The volume is bound in dark-maroon leather over pasteboards. The covers have a gold tooled border of two fillets enclosing a row of S-stamps. The author and title are written in paint on the spine. There are yellow paper pastedowns; on the front pastedowns there are notes concerning the author.

Provenance

On prelim fol .[2]a there is the impression of an undated lozenge-shaped owner's stamp with the name Amad āhir, and immediately beneath it is an ink drawing of the stamp.

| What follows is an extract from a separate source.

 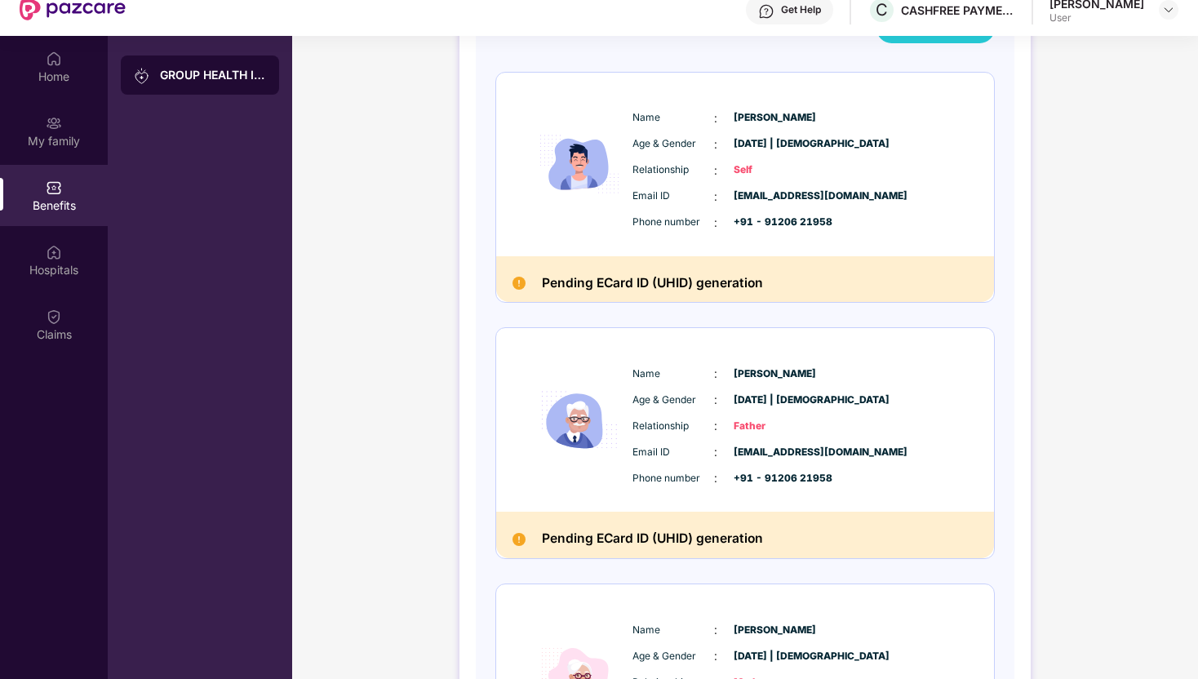 What do you see at coordinates (1096, 18) in the screenshot?
I see `div: User` at bounding box center [1096, 18].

Some of the notes are dated, such as those on fol. 23a, dated 1204 (= 1789) and fol. 140a, dated 1187 (= 1773); an owner's stamp is on prelim fol. [2a].

The volume was purchased in 1941 by the Army Medical Library from A. S. Yahuda who acquired it in Istanbul (ELS no. 1618, med. 56).

References

Schullian/Sommer, Cat. of incun. & MSS., entry A 13, p. 301, where author's name given as Ibn Salam, āli ibn Nar Allāh al-alabī.

Portions of the manuscript copy were translated into English with commentary by E. Savage-Smith, 'Drug therapy of eye diseases in seventeenth-century Islamic medicine: The influence of the "new chemistry" of the Paracelsians', Pharmacy in History, 1987, 29:3-28.